Press Release

Old Money: Currency forms of sub-Saharan Africa at Hurst Gallery

February 24 – April 6, 2007

Indigenous African currencies were both aesthetic and functional.  Composed of metal, shell, beads, cloth, and even salt, regional currency forms varied widely.  In its latest exhibition, Hurst Gallery offers a comprehensive collection of African currency with forms as varied as the horseshoe boloko of the Nkutshu peoples and the spear-like doa currency of the Topoke peoples of the Democratic Republic of Congo.

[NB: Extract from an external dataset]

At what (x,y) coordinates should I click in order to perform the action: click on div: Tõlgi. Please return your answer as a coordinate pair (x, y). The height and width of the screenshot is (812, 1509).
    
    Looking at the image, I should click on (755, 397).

Old Money represents both the functional and abstract forms characteristic of traditional African monies.  Certain currency forms—such as spearheads, hoes, knives, or jewelry—had real commodity value, and thus derived their worth from the implements they represented.  These utilitarian forms of currency are juxtaposed with a selection of abstracted, elaborated shapes, most of which are based on the functional prototypes mentioned above.  The largest, least portable objects (such as the Katanga crosses of the Luba peoples or the twisted bronze "snake manila" of the Igbo) were often restricted to "big business" transactions, including the payment of fines and bride-prices.  

Still other currency forms represented in the exhibition were specially shaped for use as media of exchange without reference to any commodity parity or prototype.  The famous Kissi pennies of Sierra Leone, for example, were used in the marketplace for the purchase of everyday goods.  Their function and use most resembles that of the colonial period, with its European systems of coinage and notes.  

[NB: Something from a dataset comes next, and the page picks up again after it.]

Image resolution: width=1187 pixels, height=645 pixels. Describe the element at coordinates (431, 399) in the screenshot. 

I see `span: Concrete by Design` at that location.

Additionally, the exhibition includes traditional prestige objects and those of symbolic value. There are several purses and pouches, in which some form off currency would have been transported.  Also represented are weapon forms and symbolic power emblems, speaking to the flexible concept of currency in traditional African societies.

Because iron and copper alloy were valued significantly less in Europe, European economic influence in sub-Saharan Africa during the nineteenth century brought about rapid change in the use and acceptance of these traditional forms of currency.  In some cases, native currencies were retained for ritual and ceremonial exchange, but most of the indigenous forms quickly fell out of use.

The currency forms offered in Old Money pay tribute to the creative energy and inspiration of the tribal blacksmith.  Hurst Gallery hopes that visitors to the exhibition will also find the objects moving and beautiful in their own right.  Old Money seeks to illuminate for the viewer the past function of these currencies, while emphasizing their lasting elegance and beauty.